CHAPTER VIII.

To one so habitually resolute, sagacious, and self-reliant as Mrs. Dobbs, the shock of discovering that she has been living under a delusion is severe. It is not merely mortifying—it is alarming. After her conversation with Mr. Bragg, Mrs. Dobbs felt like a person who, walking along what seems to be like a solid path, suddenly finds his foot sink into a quagmire. The firmer and bolder the tread, the greater the danger.

She had not been conscious, until the disenchantment came, how much hope and pride she had lavished on the image conjured up in her fancy by Pauline's "gentleman of princely fortune." The image had been vague, it is true, but brilliant. All that she knew of Mrs. Dormer-Smith's pride of birth, her contemptuous rejection of young Bransby's suit, the importance she attached to introducing her niece into the "best set," and so forth, served to strengthen Mrs. Dobbs in all kinds of delusions. She had taken it for granted that the sort of person whom Pauline could approve of as May's husband must possess certain qualifications. She no more thought, for instance, of doubting that he would be a gentleman, than that he would be a white man. The "princely fortune" added something chivalrous to the idea of him in her mind, since he was ready to share it with portionless May. And now these airy visions had been rolled aside like glittering clouds; and the solid, prosaic, ugly fact presented itself in the form of Joshua Bragg!

Mrs. Dobbs sat for more than an hour after he had left her, with bowed head and hands clasped, scarcely stirring. For a while she could not order her thoughts. Her mind was confused. Images came and went without her will. Under all was a bitter sense of disappointment, and a vague disquietude for the future. At first she had dismissed the notion of May's marrying Mr. Bragg, as one too preposterous to be entertained for a moment; but by degrees she began to ask herself whether she might not be as mistaken here as she had been in other undoubting judgments. Mr. Bragg was a man of probity, and—or so she had hitherto thought him—of excellent sense. Oldchester held many substantial proofs of his benevolence. Could it be possible that girlish May was willing to think of this man for a husband? Mrs. Dobbs tried to look at the matter judicially.

There were many instances of happy marriages where the disparity in years was as great as in this case. Who could be happier than Martin Bransby and his beautiful young wife? But this example had not the effect of reconciling Mrs. Dobbs to the possibility of May's accepting the great tin-tack maker. Martin Bransby was a man whom any woman might love—well educated, clever, genial, of a handsome presence, and with manners of fine old-fashioned courtesy. There could be no comparison between Martin Bransby and Joshua Bragg.

No, no, no! Such a match would be a mere coarse bargain. The very thought of it was an outrage to May. And yet—the pendulum of her thoughts swinging suddenly in the opposite direction—she remembered that neither Mrs. Dormer-Smith nor Mrs. Griffin had so considered it. And was it not true what Mr.

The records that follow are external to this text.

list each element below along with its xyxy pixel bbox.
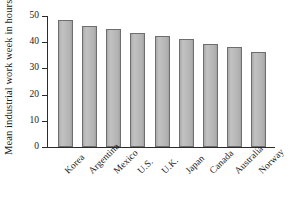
y-axis-tick-label: 50: [30, 9, 40, 22]
x-axis-tick-label: U.S.: [135, 156, 156, 177]
bar: [58, 20, 73, 147]
y-axis-tick: 0: [42, 147, 47, 148]
y-axis-tick-label: 10: [30, 114, 40, 127]
x-axis-line: [47, 147, 275, 148]
y-axis-tick-label: 0: [34, 140, 39, 153]
bar: [82, 26, 97, 147]
y-axis-tick-label: 20: [30, 88, 40, 101]
x-axis-tick-label: Korea: [62, 151, 87, 176]
y-axis-title: Mean industrial work week in hours: [2, 5, 16, 155]
x-axis-tick-label: Japan: [183, 152, 207, 176]
x-axis-tick-label: U.K.: [159, 155, 181, 177]
x-axis-tick-label: Canada: [207, 147, 236, 176]
bar: [130, 33, 145, 147]
y-axis-tick-label: 30: [30, 61, 40, 74]
bar: [106, 29, 121, 147]
bar: [155, 36, 170, 147]
bar: [203, 44, 218, 147]
bar: [179, 39, 194, 147]
bar: [251, 52, 266, 147]
bars-layer: [47, 16, 275, 147]
bar: [227, 47, 242, 147]
plot-area: 01020304050 KoreaArgentinaMexicoU.S.U.K.…: [47, 16, 275, 147]
bar-chart-figure: Mean industrial work week in hours 01020…: [0, 0, 291, 202]
y-axis-tick-label: 40: [30, 35, 40, 48]
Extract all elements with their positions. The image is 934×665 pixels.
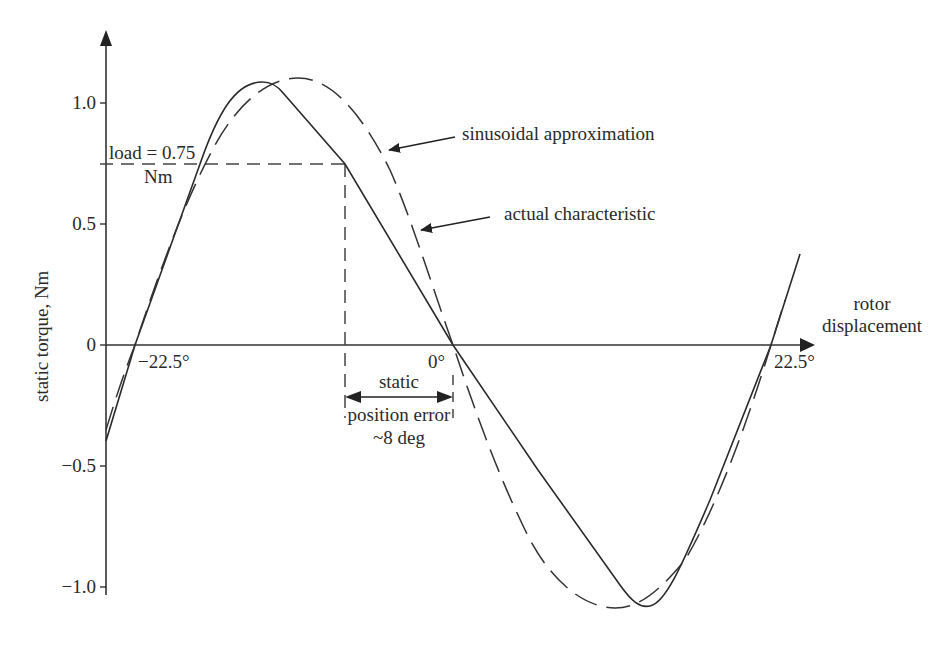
sinusoidal-pointer-arrow [389,137,455,150]
position-error-arrow [345,391,453,403]
torque-diagram [0,0,934,665]
y-tick-minus-0-5: −0.5 [36,456,96,476]
y-tick-1: 1.0 [36,93,96,113]
actual-pointer-arrow [421,217,490,230]
x-axis-label-line2: displacement [812,316,932,336]
sinusoidal-approximation-label: sinusoidal approximation [462,124,655,144]
x-axis [106,338,815,352]
position-error-label-line1: static [349,372,449,392]
position-error-label-line2: position error [334,405,464,425]
position-error-label-line3: ~8 deg [349,428,449,448]
actual-characteristic-label: actual characteristic [504,204,655,224]
x-tick-minus-22-5: −22.5° [138,352,190,372]
x-tick-0: 0° [428,352,445,372]
y-tick-0: 0 [36,335,96,355]
x-tick-22-5: 22.5° [774,352,815,372]
x-axis-arrow-icon [800,338,815,352]
load-label: load = 0.75 [109,143,195,163]
load-unit-label: Nm [144,167,173,187]
y-axis [100,30,112,595]
x-axis-label-line1: rotor [822,294,922,314]
y-tick-minus-1: −1.0 [36,577,96,597]
actual-characteristic-curve [106,82,800,606]
sinusoidal-approximation-curve [106,78,785,608]
y-axis-arrow-icon [100,30,112,46]
y-tick-0-5: 0.5 [36,214,96,234]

Bragg had said—that many people did very well without romance, and were useful and happy? Self-distrust, once aroused, became wild and uncontrollable. She fought against her better instincts; telling herself that she was a fool, and that the world was no place for story-book sentimentality. If May married this man she would be safe from the gusts of fortune; she would be honoured and caressed (for it was clear that society accepted Mr. Bragg without qualm or question), and she would have boundless possibilities of doing good. This, surely, at all events, was a worthy aim!

At this point—just as after a conflict between winds and waves there sometimes comes a sudden calm and the serenity of sunshine—the turmoil of her mind was stilled all at once, and she saw clearly. She lifted up her head and said aloud—

"'What shall it profit a man, if he shall gain the whole world, and lose his own soul?' Lord, forgive me! I was arguing on the devil's side every bit as much as that poor creature, Mrs. Dormer-Smith. And without her excuse of knowing no better! The whole thing is plain enough. If May could bring herself to care for the man—and such unlikely things happen in that line that one daren't say it's downright impossible!—she'd do right to marry him; if not, she'd do wrong. And that's all about it."

Here, at least, was a firm foothold. And having struggled out of the quagmire, Mrs. Dobbs was able to consider the other subject of Mr. Bragg's talk with her—the rumour that Captain Cheffington had married again. If it were true, and, above all, if his new wife were such a one as Mr. Bragg had described, there was a new source of anxiety as to May's future.

As she was meditating on this point, Jo Weatherhead returned, eager to hear all about her interview with Bragg, and to impart to her something he had just heard himself. Mrs. Dobbs was glad to be able to feed Jo's hungry curiosity by telling him the reports about her son-in-law, since she could not betray Mr. Bragg's confidence respecting May. She found that he had been hearing a version of them from Mr. Simpson, whom he had met in the road. Valli's utterances at Miss Piper's supper-table had already revived all kinds of obsolete gossip about Captain Cheffington.